Scientists: Water on Earth is older than the sun and solar system


Some 30 to 50 percent of the water on Earth was created more than 4.5 billion years ago and is older than the solar system and the sun, researchers say.
Their study, published Thursday in Science, says there is a distinct chemical in the water found on Earth and throughout the solar system — a situation that could only happen if some of the water was formed before planets, moons, comets, and asteroids. "It's pretty amazing that a significant fraction of water on Earth predates the sun and the solar system," Ilse Cleeves, an astronomer at the University of Michigan and study leader, told the Los Angeles Times.
Scientists are still trying to determine how water made it to Earth, as the protoplanetary disk in which the planet was formed was too hot for ice water or liquid to exist. There are two theories: one is that the water came from ice that formed in the cloud of gas that formed the sun and our solar system, and the other is that the energy of a star birth split apart interstellar water, and it was reprocessed within the protoplanetary disk that would form planets.
Subscribe to The Week
Escape your echo chamber. Get the facts behind the news, plus analysis from multiple perspectives.

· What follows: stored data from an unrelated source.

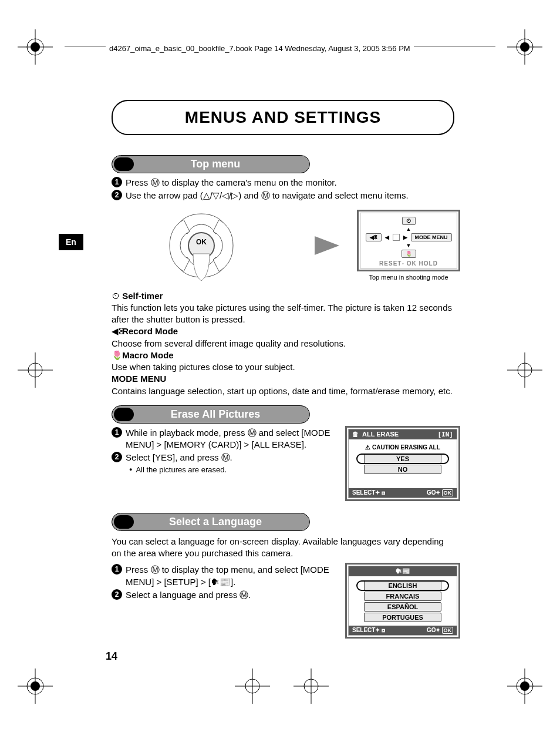 This screenshot has width=560, height=739. I want to click on erase-note: All the pictures are erased., so click(233, 470).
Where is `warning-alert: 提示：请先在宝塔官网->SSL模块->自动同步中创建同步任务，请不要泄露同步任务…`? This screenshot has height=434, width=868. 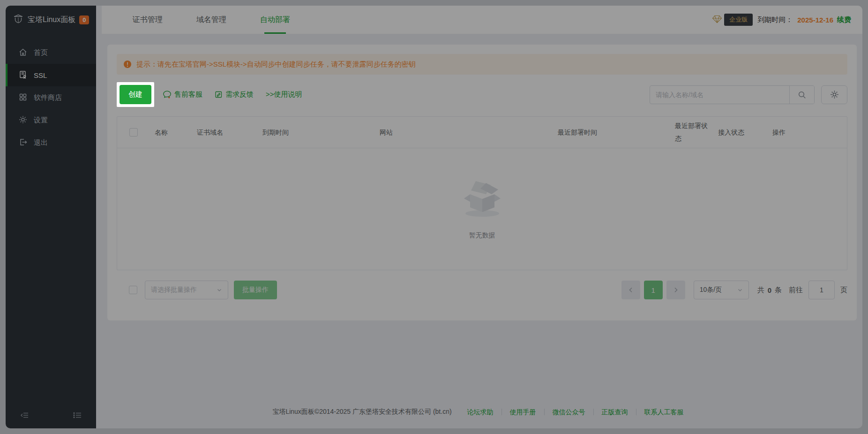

Sign up for The Week's Free Newsletters
From our morning news briefing to a weekly Good News Newsletter, get the best of The Week delivered directly to your inbox.
From our morning news briefing to a weekly Good News Newsletter, get the best of The Week delivered directly to your inbox.
Read more about the chemistry and computer models used by researchers for this study at the Los Angeles Times.

Continue reading for free
We hope you're enjoying The Week's refreshingly open-minded journalism.
Subscribed to The Week? Register your account with the same email as your subscription.